A Hunger-tree food shipment is received
The Hunger-tree project was thus a much needed, welcome relief for the hunger-stricken students and their families. It made school less dreadful and shortened the 11-hour-long school day. Additionally, abolishing the Hunger-tree eradicated hunger driven truancy because the promise of lunch made attending school attractive.
It is no wonder then that, at its launch, there were tears of wonderment, of joy, of gratitude, and of relief set in motion by the deep compassion of those who gave. As one parent said to me, ‘you have done for our children what we have no power to do for them.’
Food to a hungry child is infinitely powerful. It is incomprehensible that providing simple meal can catalyse incredible physical relief, improve self-esteem, increase access to education, restore dignity, and infuse joy back into childhood. But, it does.

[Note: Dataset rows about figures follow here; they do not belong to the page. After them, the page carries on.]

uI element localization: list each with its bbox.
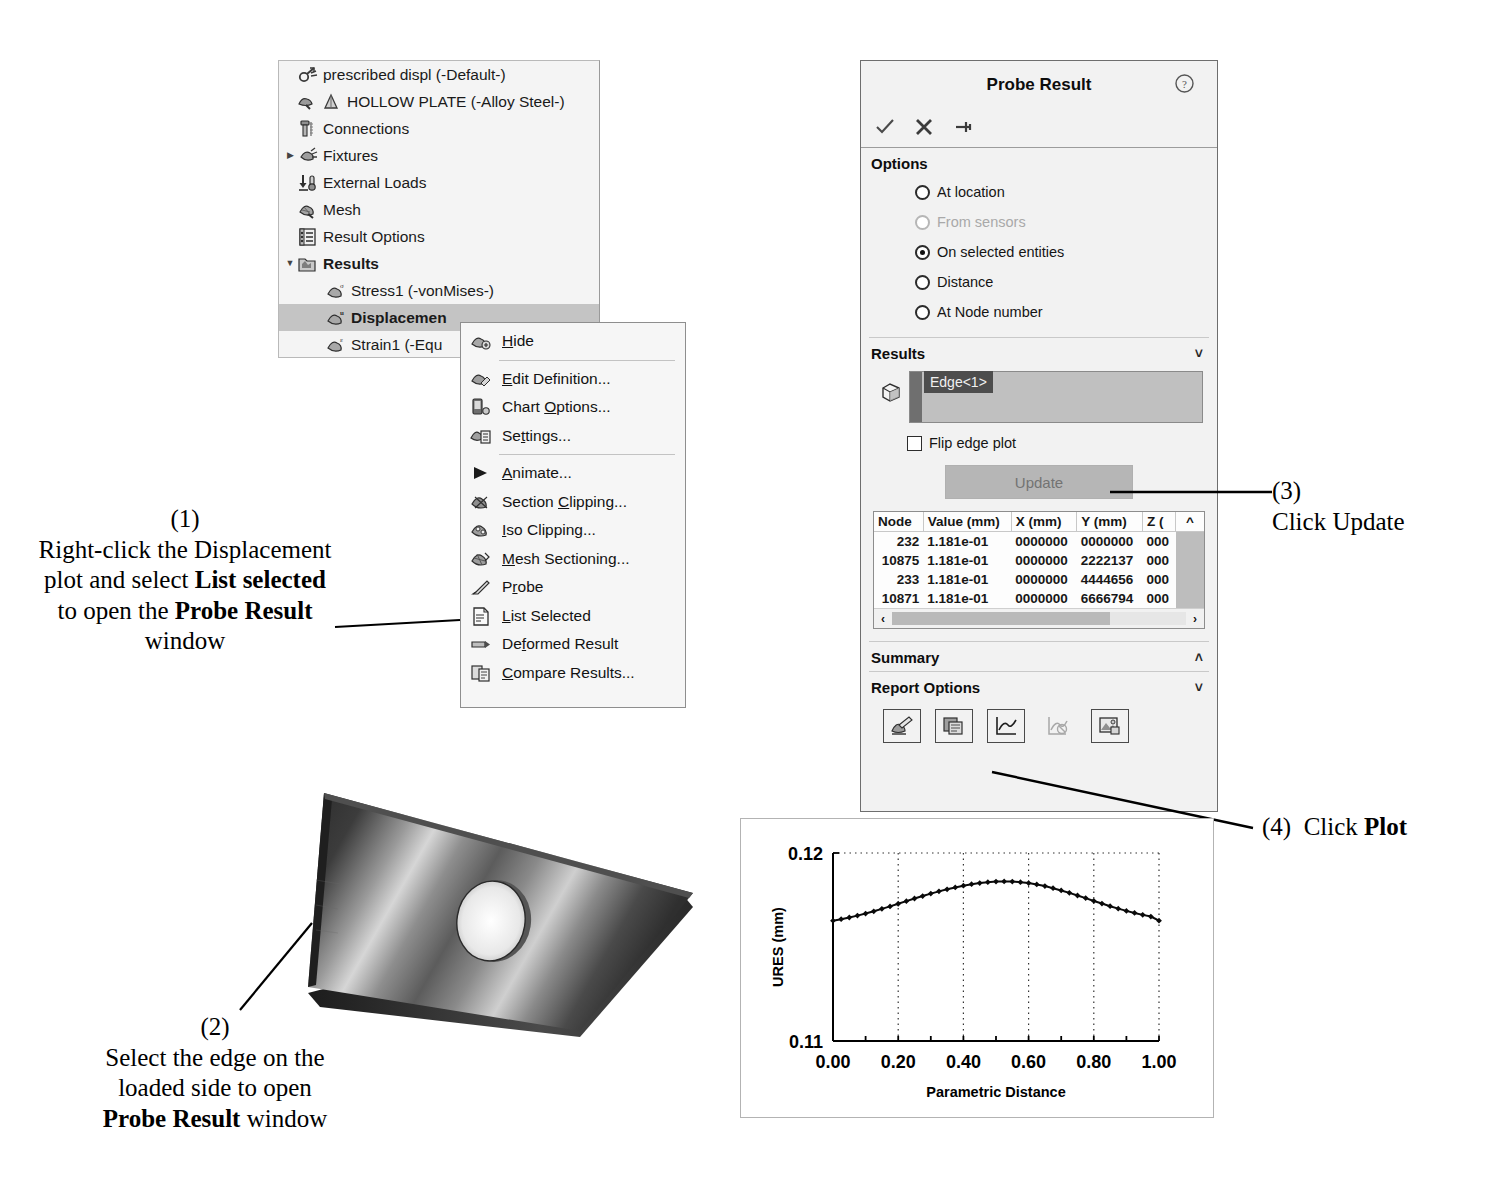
- radio-icon: [915, 305, 930, 320]
- annotation-2-line-1: Select the edge on the: [105, 1044, 324, 1071]
- table-row[interactable]: 10871 1.181e-01 0000000 6666794 000: [874, 589, 1204, 608]
- table-row[interactable]: 232 1.181e-01 0000000 0000000 000: [874, 532, 1204, 552]
- tree-item-result-options[interactable]: Result Options: [279, 223, 599, 250]
- menu-item-label: Animate...: [502, 464, 572, 482]
- col-node: Node: [874, 512, 923, 532]
- accept-button[interactable]: [875, 118, 895, 139]
- context-menu: Hide Edit Definition... Chart Options...: [460, 322, 686, 708]
- menu-separator: [499, 454, 675, 455]
- update-button[interactable]: Update: [945, 465, 1133, 499]
- connections-icon: [297, 119, 319, 139]
- tree-item-connections[interactable]: Connections: [279, 115, 599, 142]
- tree-item-part[interactable]: HOLLOW PLATE (-Alloy Steel-): [279, 88, 599, 115]
- radio-distance[interactable]: Distance: [861, 267, 1217, 297]
- compare-results-icon: [469, 663, 493, 683]
- iso-clipping-icon: [469, 520, 493, 540]
- scrollbar-track[interactable]: [892, 612, 1186, 625]
- chart-options-icon: [469, 397, 493, 417]
- tree-item-study[interactable]: prescribed displ (-Default-): [279, 61, 599, 88]
- radio-icon: [915, 275, 930, 290]
- scroll-right-arrow-icon[interactable]: ›: [1186, 612, 1204, 626]
- tree-item-label: External Loads: [323, 175, 426, 191]
- radio-icon: [915, 215, 930, 230]
- radio-on-selected-entities[interactable]: On selected entities: [861, 237, 1217, 267]
- table-row[interactable]: 10875 1.181e-01 0000000 2222137 000: [874, 551, 1204, 570]
- menu-item-edit-definition[interactable]: Edit Definition...: [461, 365, 685, 394]
- tree-item-label: Result Options: [323, 229, 425, 245]
- flip-edge-plot-label: Flip edge plot: [929, 435, 1016, 451]
- tree-item-stress1[interactable]: σ Stress1 (-vonMises-): [279, 277, 599, 304]
- tree-item-external-loads[interactable]: External Loads: [279, 169, 599, 196]
- menu-item-iso-clipping[interactable]: Iso Clipping...: [461, 516, 685, 545]
- menu-item-animate[interactable]: Animate...: [461, 459, 685, 488]
- vertical-scrollbar[interactable]: [1176, 532, 1205, 609]
- page-root: prescribed displ (-Default-) HOLLOW PLAT…: [0, 0, 1505, 1188]
- tree-item-label: Strain1 (-Equ: [351, 337, 442, 353]
- edit-definition-icon: [469, 369, 493, 389]
- save-image-icon[interactable]: [1091, 709, 1129, 743]
- face-selection-icon: [879, 371, 909, 407]
- tree-item-fixtures[interactable]: ▶ Fixtures: [279, 142, 599, 169]
- annotation-4: (4) Click Plot: [1262, 812, 1407, 843]
- plot-chart-icon[interactable]: [987, 709, 1025, 743]
- clear-plot-icon[interactable]: [1039, 709, 1077, 743]
- summary-section-header[interactable]: Summary ˄: [861, 642, 1217, 671]
- chevron-up-icon[interactable]: ˅: [1195, 347, 1203, 361]
- menu-item-label: Iso Clipping...: [502, 521, 596, 539]
- annotation-1-line-2: plot and select List selected: [44, 566, 326, 593]
- cell-node: 233: [874, 570, 923, 589]
- menu-item-hide[interactable]: Hide: [461, 327, 685, 356]
- menu-item-label: Compare Results...: [502, 664, 635, 682]
- results-section-header[interactable]: Results ˅: [861, 338, 1217, 367]
- cancel-button[interactable]: [915, 118, 933, 139]
- annotation-2: (2) Select the edge on the loaded side t…: [20, 1012, 410, 1134]
- annotation-1-line-3: to open the Probe Result: [57, 597, 312, 624]
- tree-item-mesh[interactable]: Mesh: [279, 196, 599, 223]
- radio-label: From sensors: [937, 214, 1026, 230]
- menu-item-list-selected[interactable]: List Selected: [461, 602, 685, 631]
- summary-header-label: Summary: [871, 649, 939, 666]
- scroll-up-arrow-icon[interactable]: ^: [1176, 512, 1205, 532]
- menu-item-mesh-sectioning[interactable]: Mesh Sectioning...: [461, 545, 685, 574]
- radio-at-node-number[interactable]: At Node number: [861, 297, 1217, 327]
- tree-item-results[interactable]: ▼ Results: [279, 250, 599, 277]
- tree-collapse-arrow[interactable]: ▼: [283, 259, 297, 268]
- radio-at-location[interactable]: At location: [861, 177, 1217, 207]
- radio-label: At location: [937, 184, 1005, 200]
- selection-list[interactable]: Edge<1>: [922, 372, 1202, 422]
- cell-x: 0000000: [1011, 570, 1077, 589]
- report-options-section-header[interactable]: Report Options ˅: [861, 672, 1217, 701]
- chevron-up-icon[interactable]: ˅: [1195, 681, 1203, 695]
- svg-text:σ: σ: [340, 282, 344, 290]
- save-file-icon[interactable]: [935, 709, 973, 743]
- col-z: Z (: [1142, 512, 1175, 532]
- menu-item-chart-options[interactable]: Chart Options...: [461, 393, 685, 422]
- menu-item-compare-results[interactable]: Compare Results...: [461, 659, 685, 688]
- checkbox-icon[interactable]: [907, 436, 922, 451]
- selection-gutter: [910, 372, 922, 422]
- horizontal-scrollbar[interactable]: ‹ ›: [874, 608, 1204, 628]
- radio-label: At Node number: [937, 304, 1043, 320]
- svg-text:1.00: 1.00: [1141, 1052, 1176, 1072]
- menu-item-settings[interactable]: Settings...: [461, 422, 685, 451]
- tree-item-label: HOLLOW PLATE (-Alloy Steel-): [347, 94, 565, 110]
- annotation-2-line-2: loaded side to open: [118, 1074, 312, 1101]
- chevron-down-icon[interactable]: ˄: [1195, 651, 1203, 665]
- tree-expand-arrow[interactable]: ▶: [283, 151, 297, 160]
- report-options-toolbar: [861, 701, 1217, 753]
- menu-item-label: Settings...: [502, 427, 571, 445]
- pin-button[interactable]: [953, 118, 973, 139]
- selection-box[interactable]: Edge<1>: [909, 371, 1203, 423]
- help-icon[interactable]: ?: [1174, 73, 1195, 97]
- menu-item-probe[interactable]: Probe: [461, 573, 685, 602]
- svg-text:ε: ε: [340, 336, 343, 344]
- menu-item-deformed-result[interactable]: Deformed Result: [461, 630, 685, 659]
- selection-item[interactable]: Edge<1>: [924, 371, 993, 393]
- list-selected-icon: [469, 606, 493, 626]
- menu-item-section-clipping[interactable]: Section Clipping...: [461, 488, 685, 517]
- scrollbar-thumb[interactable]: [892, 612, 1110, 625]
- table-row[interactable]: 233 1.181e-01 0000000 4444656 000: [874, 570, 1204, 589]
- save-sensor-icon[interactable]: [883, 709, 921, 743]
- scroll-left-arrow-icon[interactable]: ‹: [874, 612, 892, 626]
- flip-edge-plot-row[interactable]: Flip edge plot: [861, 423, 1217, 451]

The Hunger-Tree project currently supports two primary schools in my village, providing lunches to 117 students. It also provides a ‘morning tea’ porridge for 67 kinder and prep students in both schools. For the majority of these students, this lunch/porridge is their first meal of the day and on some days, their only meal.
In all the neighbouring schools, the Hunger-tree children still sit desolately as spectators to nourishment. They sit in hope that one day, this project will get resources enough to launch into their school, too, and move them into the food queue.

Students help unload a Hunger-tree food shipment. Food deliveries are made at the start of every term.
Currently, 880 meals are provided to at risk children every week, comprising 545 school lunches and 335 bowls of porridge for kinder kids . Since its launch in 2022, the Hunger-tree Project has provided over 90,000 meals to children at school. This has been made possible by the compassion and generosity of people like you.
Food is vital to life. While many of us eat at least three times a day, for some Hunger-tree children, a single meal is a luxury far out or reach. Together we can change that. By sharing a little, we can place a life-changing plate of food in the hands of a hungry child everyday while they are at school. We cannot feed a child today and send them back to sit under the Hunger-tree tomorrow, watching their friends eat.
No! We have to make those children watch their peers eating because their parents don't care!
A sitting principal rebutting my observation that it would be kinder to permit his Hunger-tree children to sit or play away from the vicinity of the food.
Please share a meal with a hungry child today. You will give them an equal chance at education, hope that they matter, and restore dignity to their families. Most importantly, you will reshape the punitive, colonial attitudes among educators in rural Kenya that oppress the marginalised.
Tell a child they matter with a much needed meal. Infuse them with hope; change their tomorrow.
To get involved, please email our Hunger-tree Project team at hungertree@wpbc.org.au.
N.B. We are an emerging charity. We are not yet registered, but hope to be in the near future.
Thank you for your compassion.

Thanks to your compassionate giving, the Hunger-tree is no longer a symbol of childhood adversity but a place to sit and ENJOY a meal with you mates. Join in. Help make magic every day!